Ok, so I’m exploring this reliable-UDP publish/subscribe system, but taking full advantage of the asynchronous promises (ha.. ha..) of smol, async-std or tokio. It is essentially an oversimplified re-imagining of RTPS, which is used in DDS to transmit commands in battleships.

The main objectives of this project are:

  1. Entirely automatic and robust discovery.
  2. Publishers and subscribers on any device in the network.
  3. As little configuration as possible.
  4. As fast as possible.

Each device runs exactly one Participant, which is a process that handles the administration of Publishers and Subscribers, which are also processes.

Publishers send messages to a specific topic:

let publisher = Publisher::new("/hello").await;
:
publisher.send(&message).await;

Subscribers handle incoming messages from a topic:

fn on_message(message) {
    // process the incoming message
}

:
let subscriber = Subscriber::new("/hello",on_message).await;

Discovery between the participants, and making sure the publishers are aware of all related subscribers in the network is completely transparent to the user.

The actual data is sent over a reliable UDP mechanism, more on this later.

Ideally, when publisher and subscriber are on the same device, this system would utilize shared memory to not even transmit the message at all. More on this later also.
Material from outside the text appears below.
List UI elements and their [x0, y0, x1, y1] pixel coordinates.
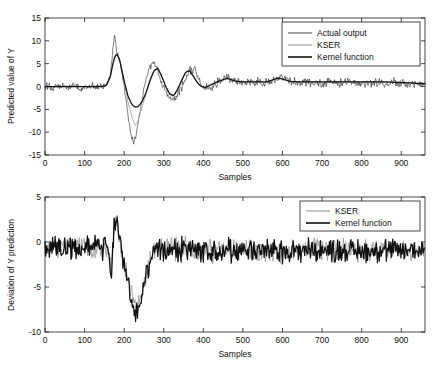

Also, ideally, serialization and deserialization of the messages is extremely fast. It seems that serde (or similar) and Rusts derive macro system is extremely well suited for this. RTPS (or related Protocol Buffers, gRPC, etc.) uses a separate domain language and separate compilation step to describe the messages, but we don’t need to.

I tried a project like this before in C, a very long time ago. The hard part then was keeping track of an enormous number of open sockets, as well as the explicit state management for each connection and messages being transmitted. It took several weeks to get somewhat off the ground, and hunting down bugs in raw C socket code is not the most relaxing of times.

Clearly here asynchronous programming comes to the rescue, and I’m hoping that it will take considerably less time to get to any proof-of-concept.